I’m trying to minimize the amount of data I send OTA when publishing events to Thingspeak, and I was wondering if it is more data efficient to use the Thingspeak library or publish events to the particle cloud and relay them to Thingspeak using a webhook.
It looks like Particle events send their as strings which is uses more data than like a short. Does the Thingspeak library do the same behind the scenes? Also do they have the same data cost for authentication / API keys, etc?
Also, I would like help comparing the data usage of various posting methods (GET, POST, JSON, etc)
(#3) The Publish + Webhook used the least amount of cellular data on an Electron, by far.
My “Typical” publish event updates (3) ThingSpeak Fields, and looks like this: {"1":"253454048.0","2":"360.0","3":"0.00","k":"ZZZZZZZZZZZZZZZZ"}
Where Z = the ThingSpeak API Write Key.
The Publish message is prepared with snprintf()
Sending 13,000 Events Per Day uses 1.6 MB/day of cellular data, currently.
This has increased recently beginning in early May (up from 1.3 MB/day), I suspect due to the Cloud changes introduced.
Out of curiosity, are you saying you send the thingspeak key with every Particle.publish method call? Is that necessary? I was just going to insert that when the Particle cloud relayed the data to Thingspeak.
Also, how do you parse the data packet of the event into its 1:, 2:, etc, pieces before you send it. (I assume you’re POSTing it as JSON data?)
Yes, I use (1) Webhook to handle all my ThingSpeak Channels, so I need to send the API Write Key with every Publish. You could "hard-code" the API Key inside the webhook if you wanted to, but you would need a new webhook for each ThingSpeak Channel.
Here's sample code. The Webhook info is a few posts down.
Something you might consider, if you don’t already. Think about deadbanding your sends. In other words, if data (ex readings, like a temperature) don’t change by a certain amount, don’t send the data, since it may not offer much value. I have this set up in a number of devices and pass a setup parameter that indicates the deadband amount. For me, that’s often 0.5˚F. I also send a setup parameter that indicates the maximum number of consecutive readings the device can skip before it’s required to send an update. Again, for me, it’s often 5 (by default, I attempt to send every minute and I want a reading for sure every 5 minutes). FWIW.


* Your objective
Your answer must consist of every line from the data below that includes the word "element".

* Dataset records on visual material
--------------------------------

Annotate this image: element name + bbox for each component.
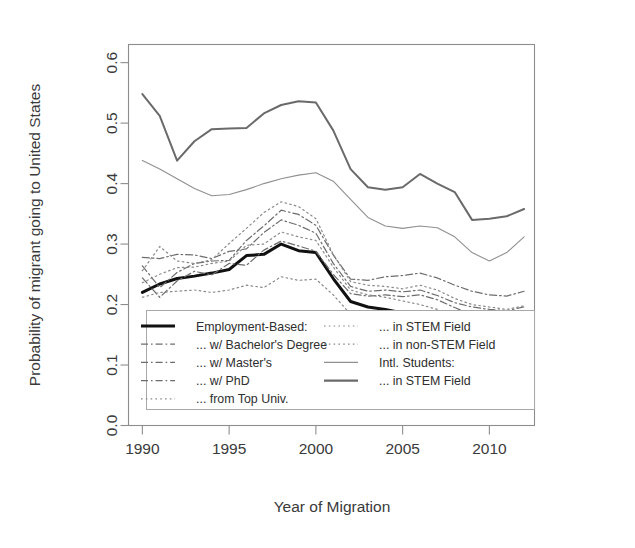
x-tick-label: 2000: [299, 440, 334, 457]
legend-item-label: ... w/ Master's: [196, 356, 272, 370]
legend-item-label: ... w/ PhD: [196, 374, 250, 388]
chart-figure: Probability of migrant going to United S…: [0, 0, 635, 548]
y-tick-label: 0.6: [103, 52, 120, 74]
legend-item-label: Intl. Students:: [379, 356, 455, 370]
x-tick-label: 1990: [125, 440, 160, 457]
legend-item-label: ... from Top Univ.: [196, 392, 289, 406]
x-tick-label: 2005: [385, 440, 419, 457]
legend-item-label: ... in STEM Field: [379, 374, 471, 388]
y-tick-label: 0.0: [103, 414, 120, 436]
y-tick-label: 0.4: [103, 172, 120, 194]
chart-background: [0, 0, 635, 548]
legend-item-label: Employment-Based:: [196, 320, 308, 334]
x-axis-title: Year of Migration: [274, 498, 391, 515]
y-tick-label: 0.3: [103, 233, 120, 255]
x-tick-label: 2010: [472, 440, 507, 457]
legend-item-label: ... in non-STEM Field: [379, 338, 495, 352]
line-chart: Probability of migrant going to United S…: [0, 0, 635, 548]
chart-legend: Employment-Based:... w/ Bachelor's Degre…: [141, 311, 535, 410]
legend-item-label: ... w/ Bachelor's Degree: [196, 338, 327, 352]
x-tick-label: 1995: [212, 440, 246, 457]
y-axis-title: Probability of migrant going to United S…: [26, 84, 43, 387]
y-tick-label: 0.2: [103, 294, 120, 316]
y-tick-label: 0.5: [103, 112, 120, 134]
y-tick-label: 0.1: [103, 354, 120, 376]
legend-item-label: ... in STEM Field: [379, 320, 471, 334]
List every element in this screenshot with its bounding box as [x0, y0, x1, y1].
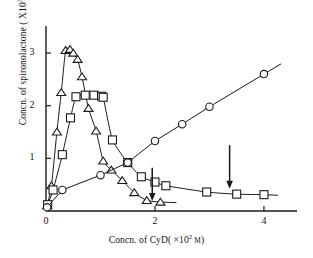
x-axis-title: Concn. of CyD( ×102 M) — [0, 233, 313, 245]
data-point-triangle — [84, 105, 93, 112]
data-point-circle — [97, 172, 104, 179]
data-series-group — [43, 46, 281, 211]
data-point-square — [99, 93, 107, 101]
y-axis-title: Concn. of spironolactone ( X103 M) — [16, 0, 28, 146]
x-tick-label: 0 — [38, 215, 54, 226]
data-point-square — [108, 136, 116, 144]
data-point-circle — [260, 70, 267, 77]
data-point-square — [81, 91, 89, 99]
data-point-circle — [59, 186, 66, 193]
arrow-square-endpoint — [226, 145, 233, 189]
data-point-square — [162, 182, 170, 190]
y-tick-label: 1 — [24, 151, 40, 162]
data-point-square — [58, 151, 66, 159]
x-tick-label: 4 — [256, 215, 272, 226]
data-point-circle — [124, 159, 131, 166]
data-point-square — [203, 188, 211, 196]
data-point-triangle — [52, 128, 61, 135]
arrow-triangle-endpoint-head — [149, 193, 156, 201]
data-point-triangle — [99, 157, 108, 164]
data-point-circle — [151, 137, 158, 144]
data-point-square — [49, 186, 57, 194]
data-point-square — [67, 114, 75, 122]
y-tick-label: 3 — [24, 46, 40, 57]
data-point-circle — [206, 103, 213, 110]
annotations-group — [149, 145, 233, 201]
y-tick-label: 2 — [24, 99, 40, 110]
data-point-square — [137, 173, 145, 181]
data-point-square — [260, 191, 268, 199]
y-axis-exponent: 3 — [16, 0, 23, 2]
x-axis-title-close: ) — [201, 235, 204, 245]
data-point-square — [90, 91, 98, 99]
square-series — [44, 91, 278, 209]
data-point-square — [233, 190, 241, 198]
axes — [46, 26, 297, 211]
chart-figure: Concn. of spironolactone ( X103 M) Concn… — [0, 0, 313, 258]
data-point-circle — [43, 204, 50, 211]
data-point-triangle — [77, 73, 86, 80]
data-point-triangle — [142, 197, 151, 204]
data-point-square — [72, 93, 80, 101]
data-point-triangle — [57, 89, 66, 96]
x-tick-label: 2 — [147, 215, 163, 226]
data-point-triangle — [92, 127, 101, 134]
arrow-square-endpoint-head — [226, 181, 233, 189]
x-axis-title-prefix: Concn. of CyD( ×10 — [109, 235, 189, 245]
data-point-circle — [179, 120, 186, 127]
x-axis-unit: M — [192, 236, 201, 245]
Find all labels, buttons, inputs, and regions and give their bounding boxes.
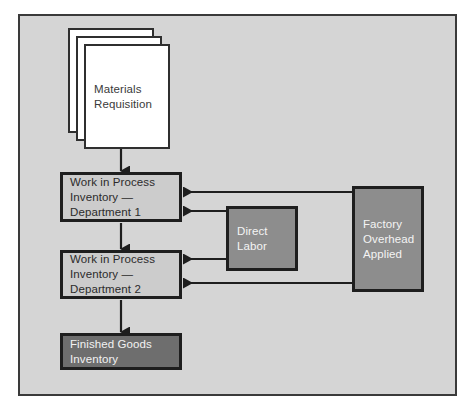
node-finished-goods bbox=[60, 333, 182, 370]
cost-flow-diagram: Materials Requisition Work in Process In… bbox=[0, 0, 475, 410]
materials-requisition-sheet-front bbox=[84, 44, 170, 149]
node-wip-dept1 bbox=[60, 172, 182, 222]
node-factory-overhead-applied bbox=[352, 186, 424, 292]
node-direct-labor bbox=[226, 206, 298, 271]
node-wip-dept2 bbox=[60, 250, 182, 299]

--------------------------------

* Your solution
Annotate this image: element name + bbox for each component.
List every element in this screenshot with its bounding box as [x0, y0, x1, y1].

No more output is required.